You really have to work hard to get good information.

The internet was supposed to level the playing field and give citizen journalists the same power to dispense news and information as traditional or professional editors and reporters, who were often criticized for having limited or elitist views and unfairly dominating the public forum.

With the rise of citizen journalists—essentially anyone with a cellphone—and web-based news, all voices would have a platform from which to share their experiences and stories and observations, bypassing the gatekeepers, who seemed interested only in controlling and restricting access.

Gatekeepers would become unnecessary, eventually obsolete, a noisy hindrance to the free flow of useful (and worthless) data that virtually anyone can “publish” or post on social media, the new drivers and platforms for today’s news and information.

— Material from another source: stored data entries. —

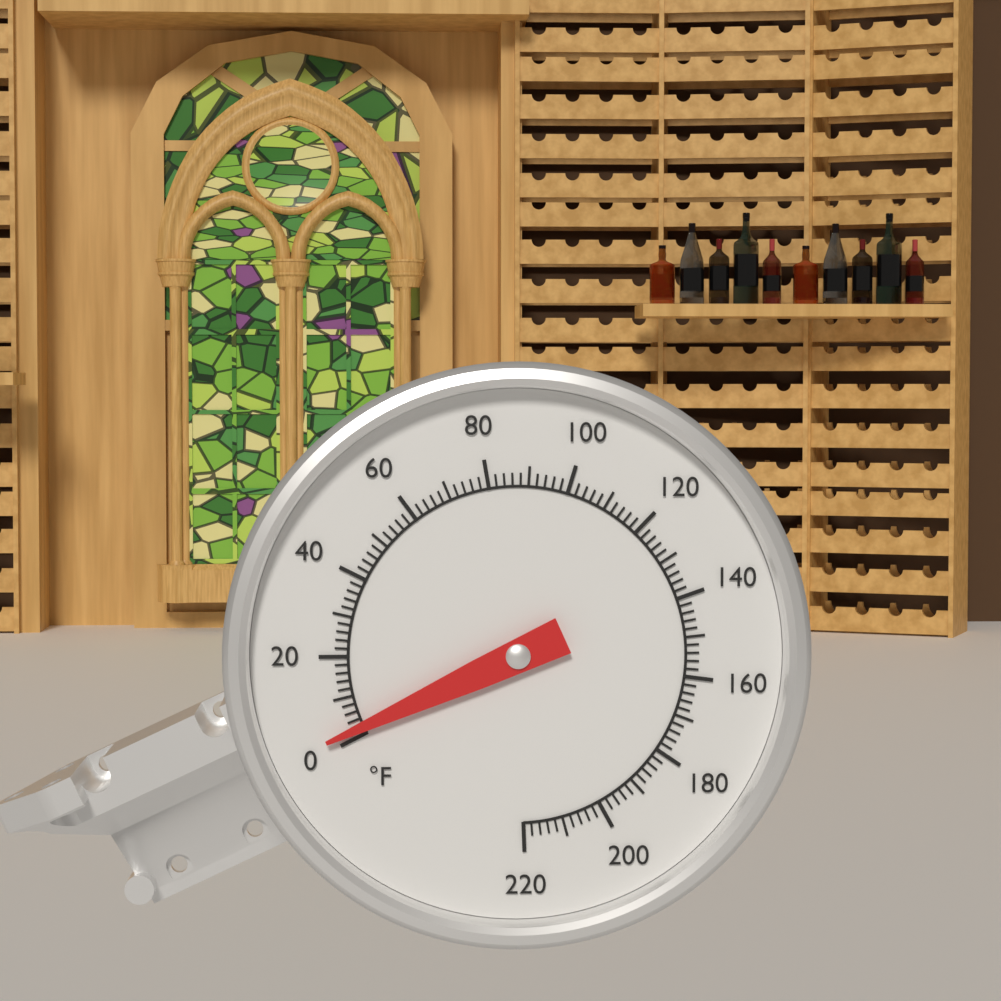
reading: 2 °F
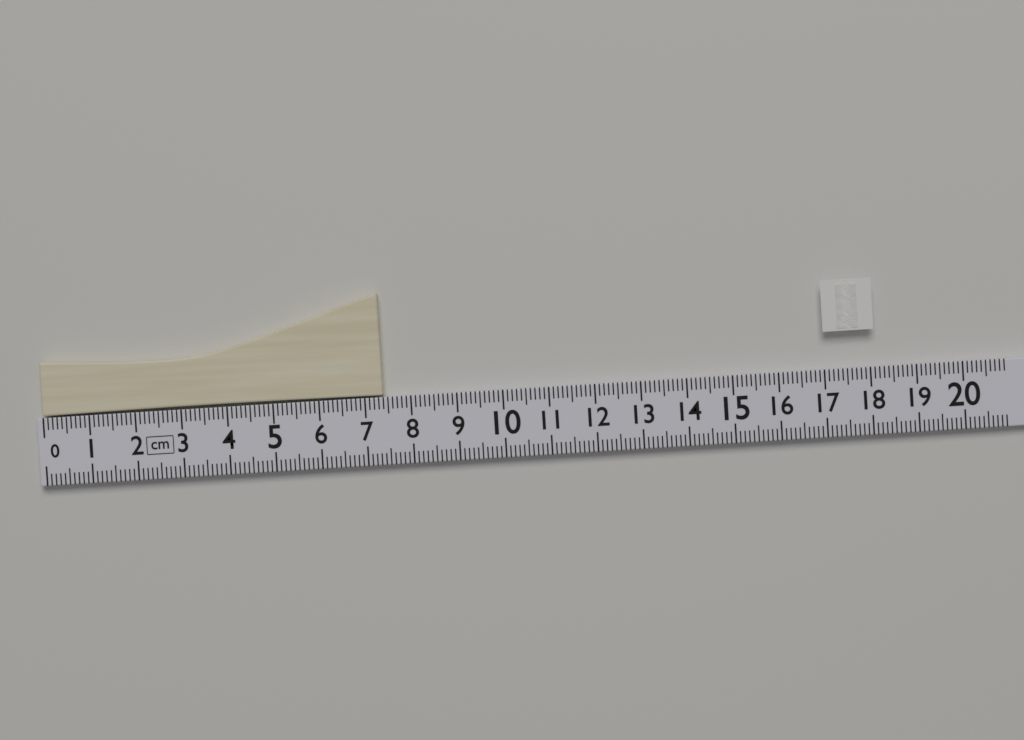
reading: 7.4 cm
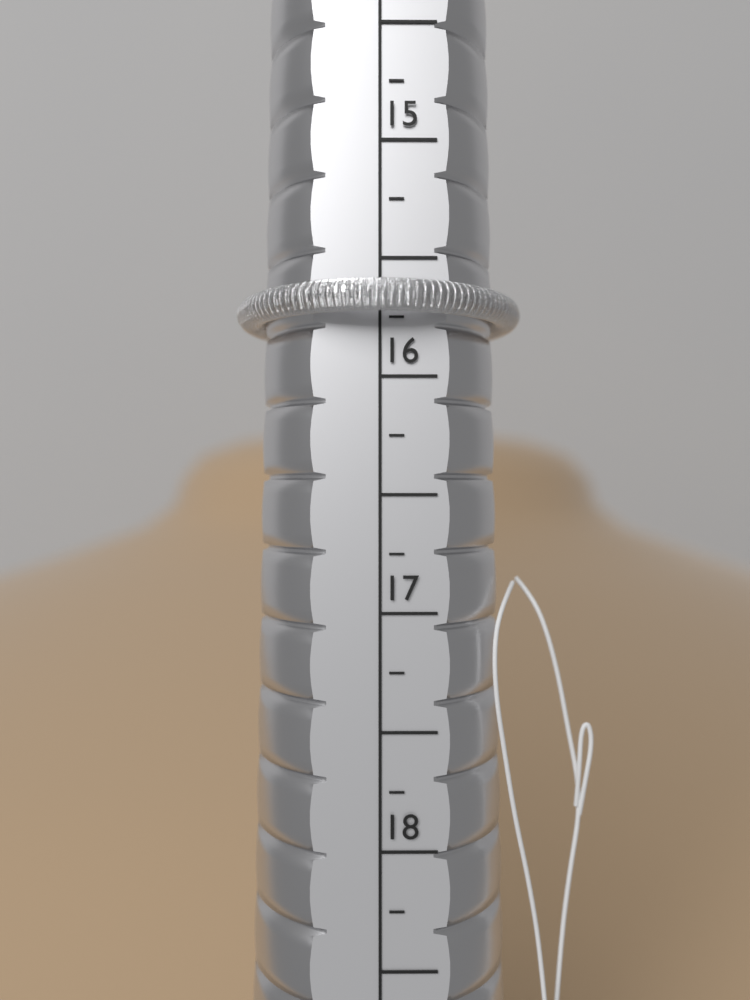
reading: 15.75 (no unit)
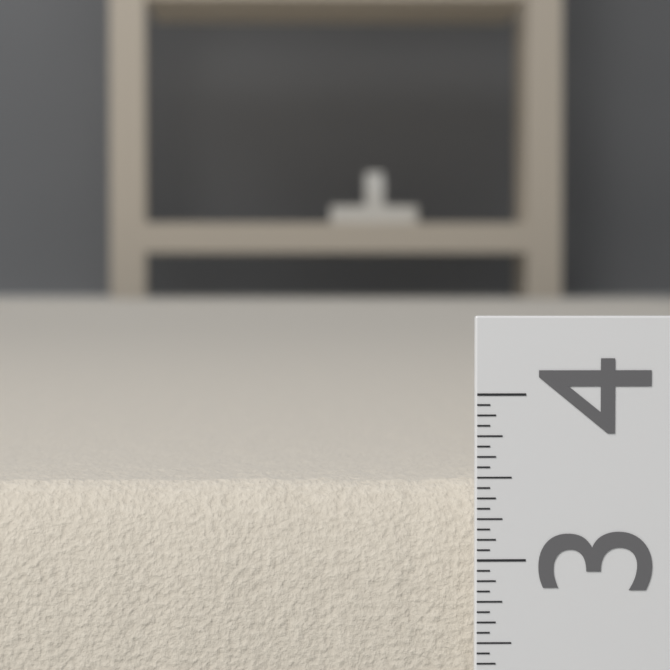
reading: 3.4375 (no unit)
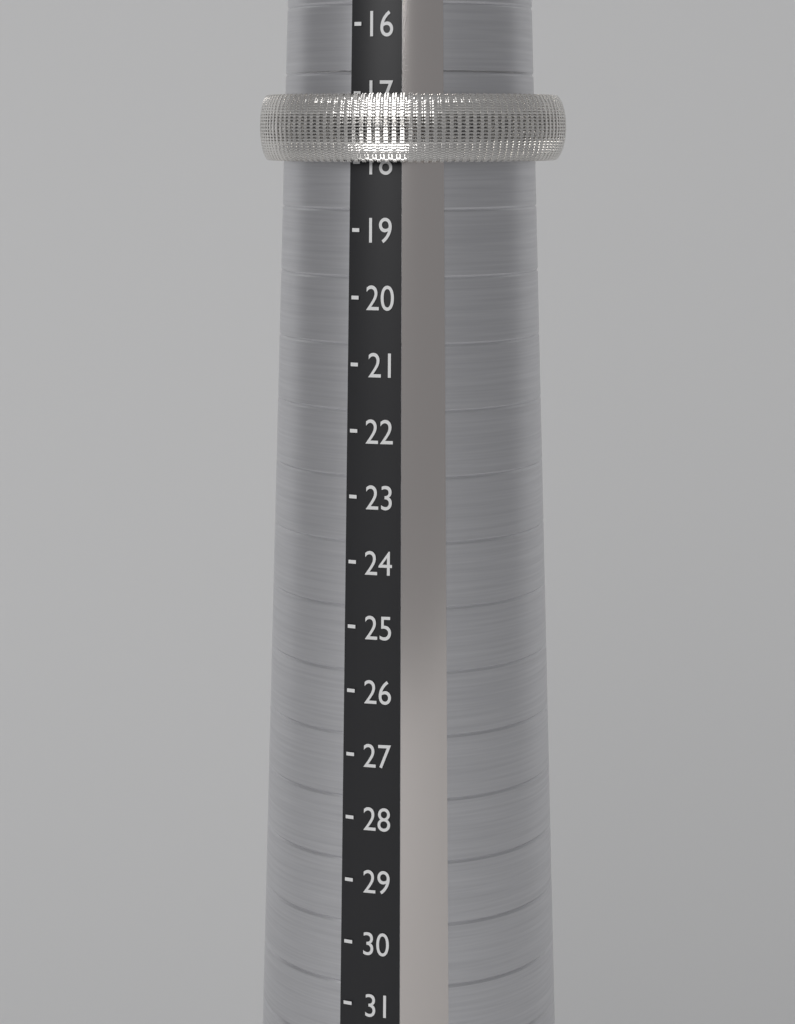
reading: 18 (no unit)
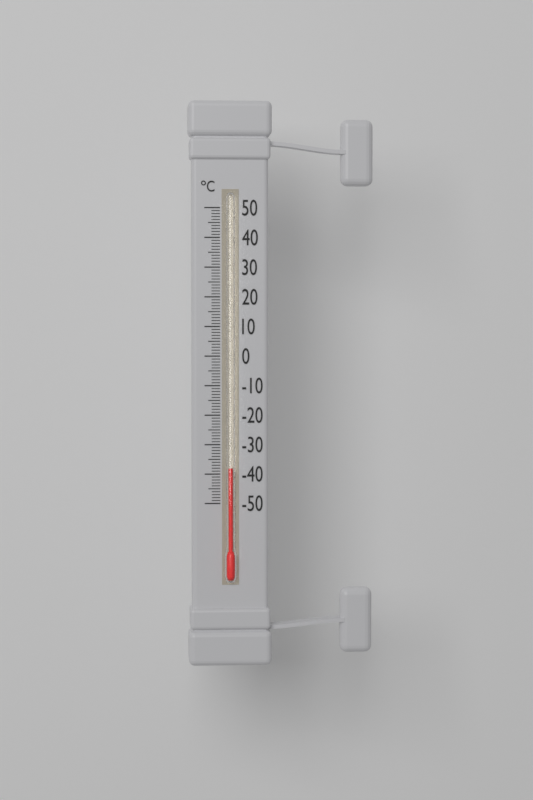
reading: -38 °C
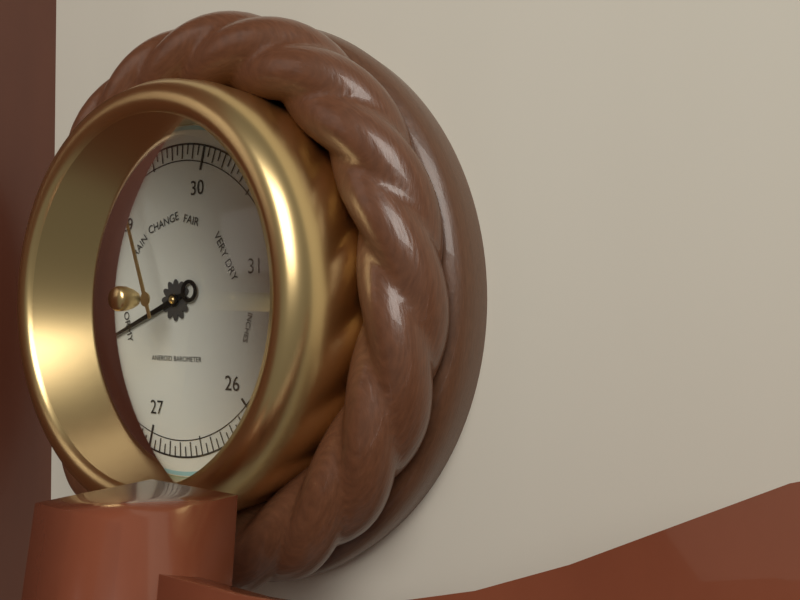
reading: 27.90 inHg
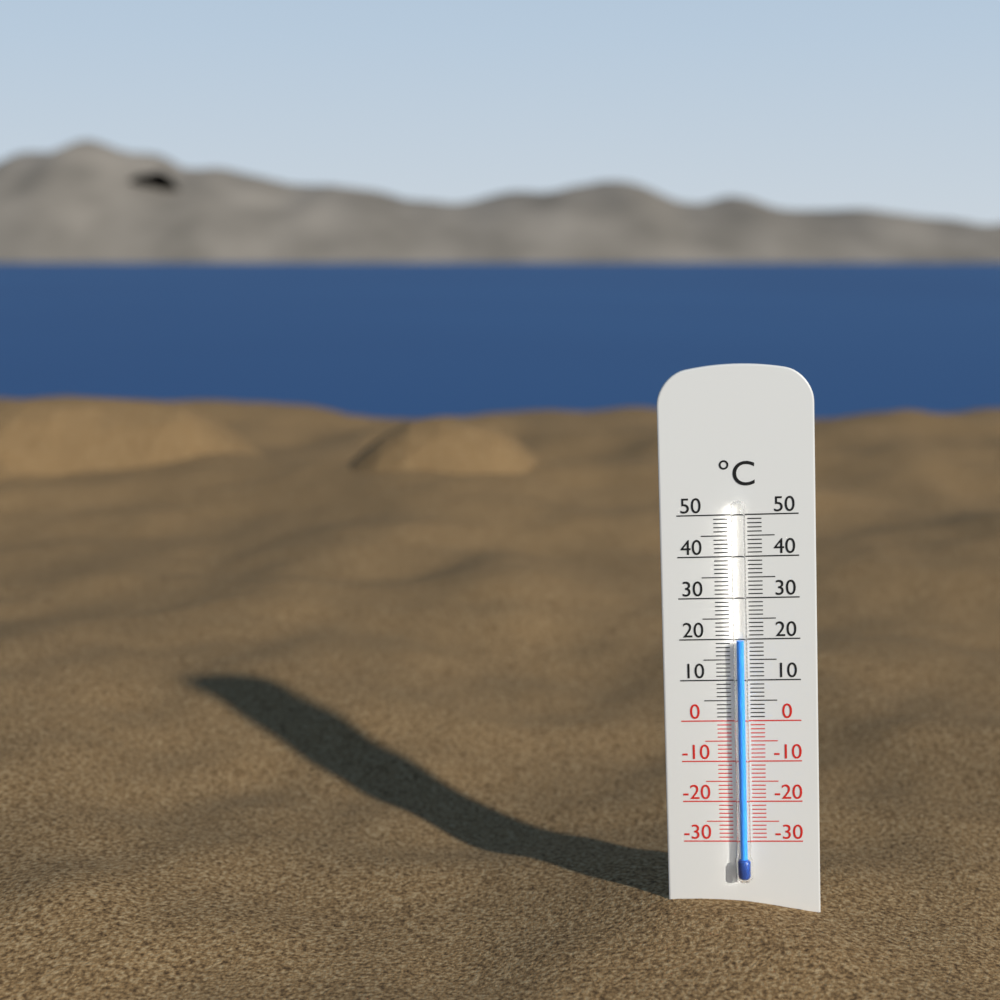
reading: 20 °C
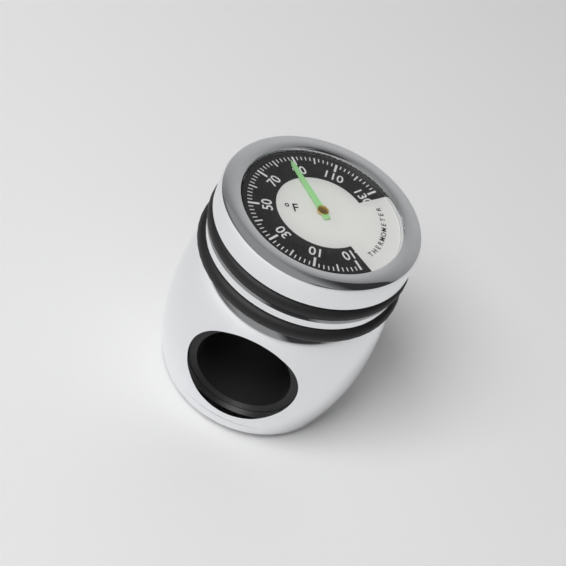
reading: 88 °F
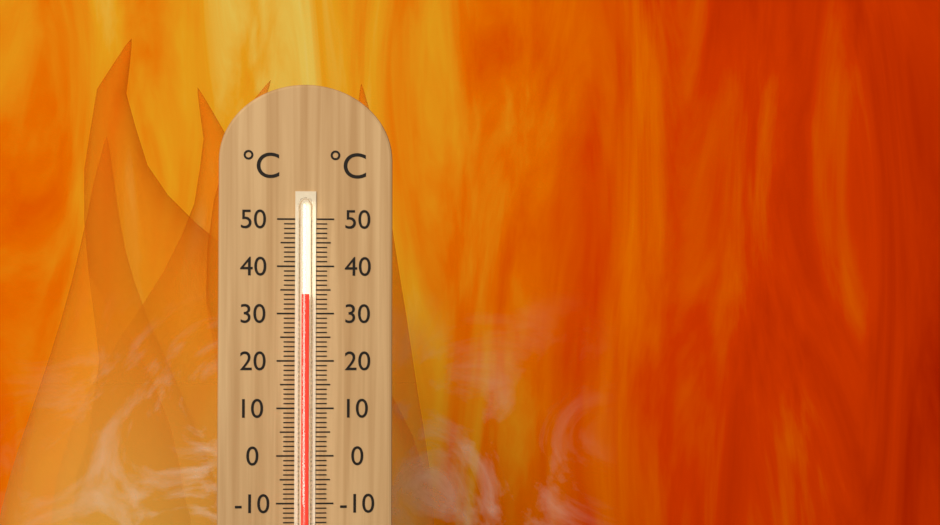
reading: 34 °C
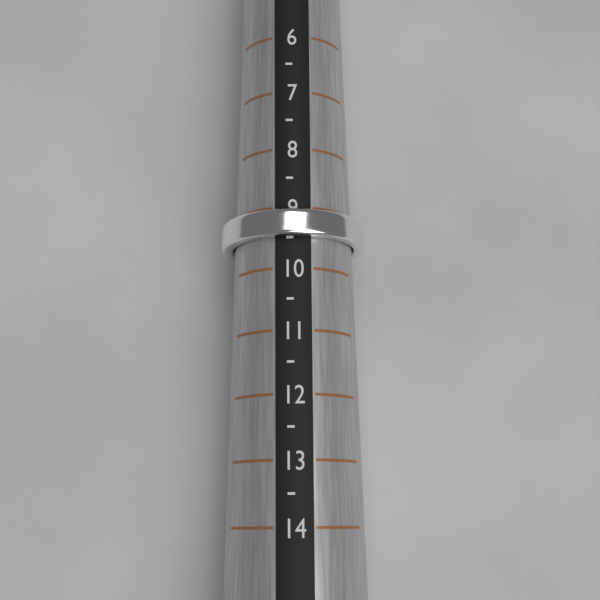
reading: 9.5 (no unit)
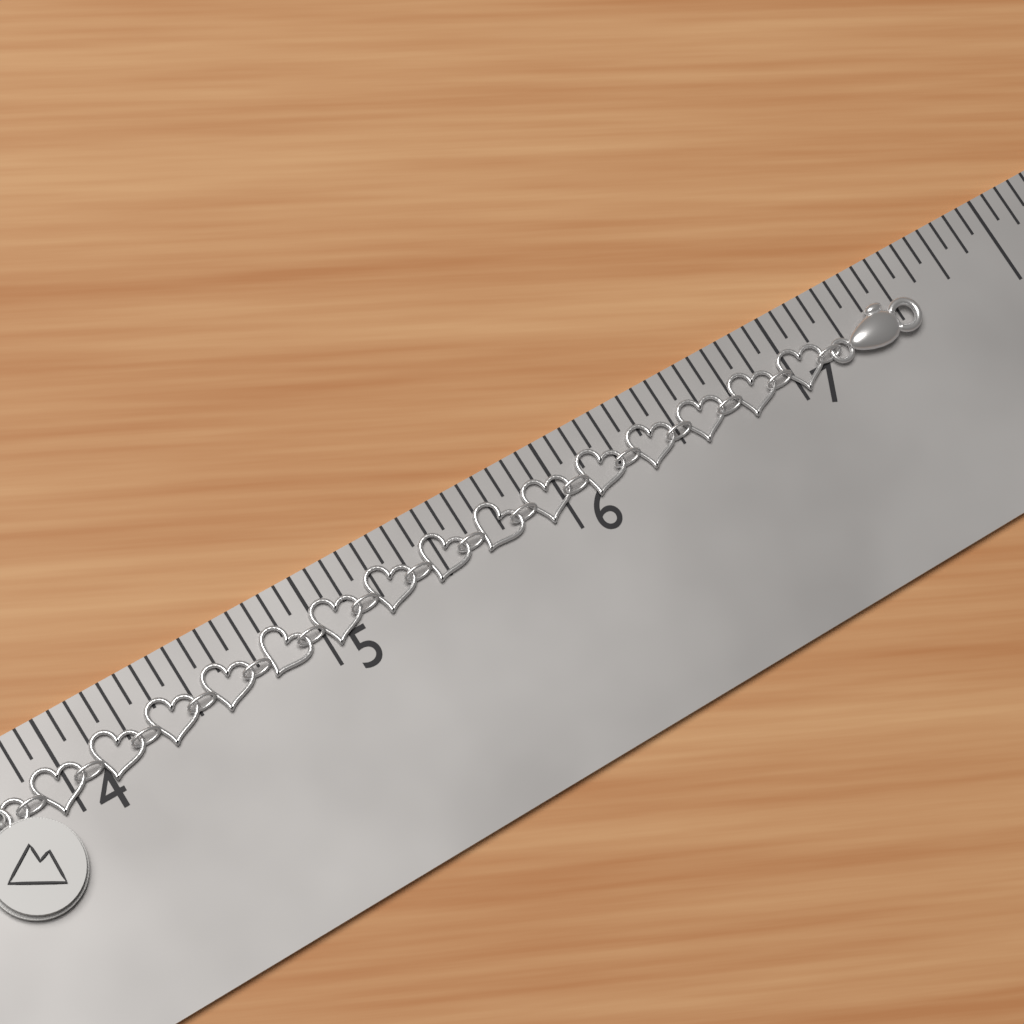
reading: 7.5625 in
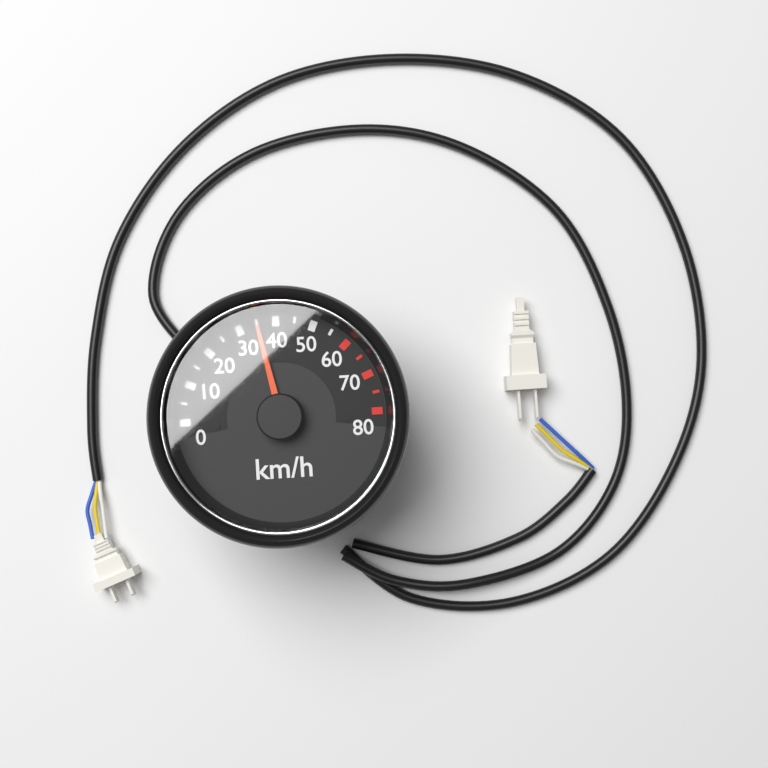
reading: 35 km/h
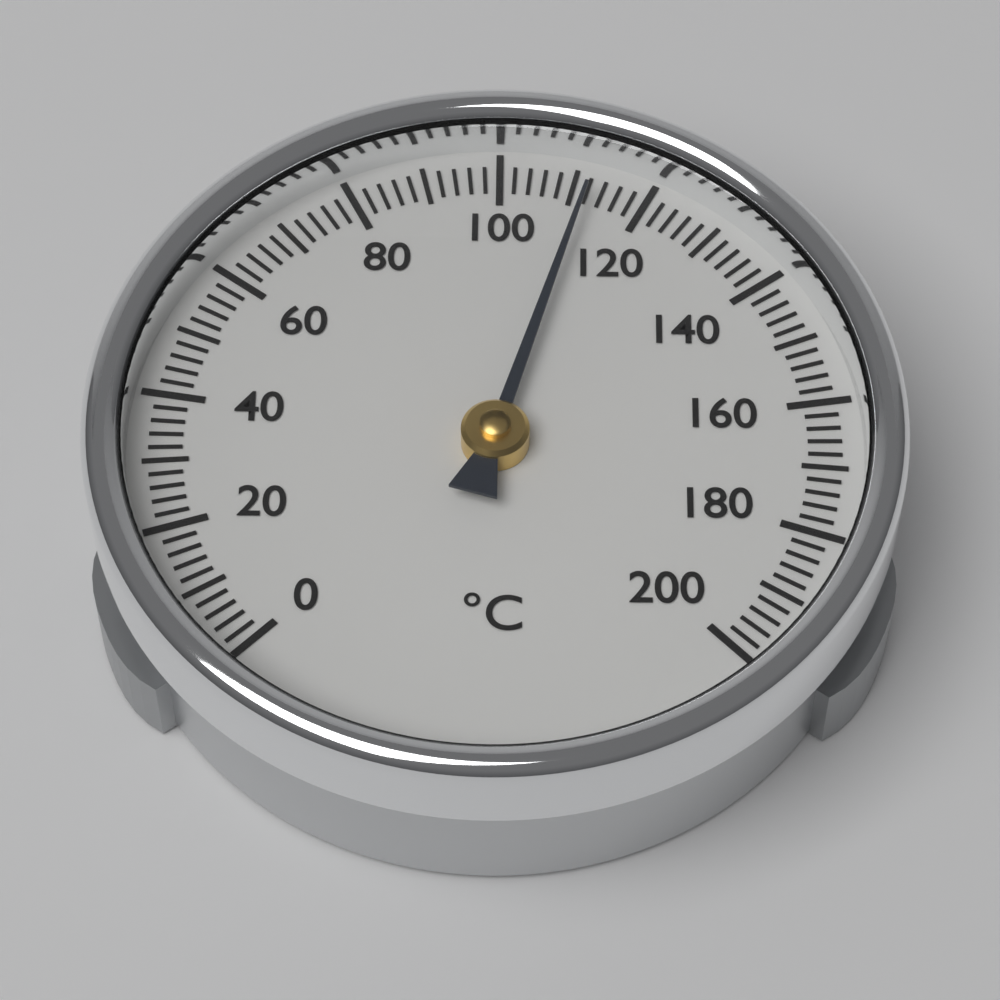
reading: 112 °C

Today’s public forum, controlled mostly through social media outlets, seems to have devolved into a bot-driven wasteland of disinformation and propaganda.

The gatekeepers have given way to algorithms, bots and charlatans, whose purpose is to offer up the most clicks or views to questionable, unreliable or worthless data and websites. The internet was supposed to level the playing field and give everyone a voice, as well as provide easy access to useful information and public forums. What it did was eliminate the quaint beauty of civil discourse that gatekeepers attempted to provide.

Gatekeepers—reporters and editors—I would argue, whose role is perhaps outmoded in today’s information free-for-all, kept public discourse on a mostly healthy, dignified and lively trajectory. They determined whose voices got to be heard and avoided the spread of drivel that so often gets mistaken as news or information today.

Good editors and reporters knew their communities better than anyone, knew where the dead bodies were, kept close watch on the movers and shakers, the crooks and cons, and could put a spotlight on virtually any one of them. Editors had power because “sunlight is the best disinfectant,” especially when it comes to maintaining healthful and well-informed communities.

Some critics complained that this was too limiting and elitist; others saw this as a necessary guarantee against chicanery, provincialism, ignorance and animalistic bullying. Both views were correct.

Today, consumers of news must be more wary than ever before, they must be their own gatekeepers, sorting the good from the bad, trusting their instincts to know the difference between fact and fiction, between fake and real.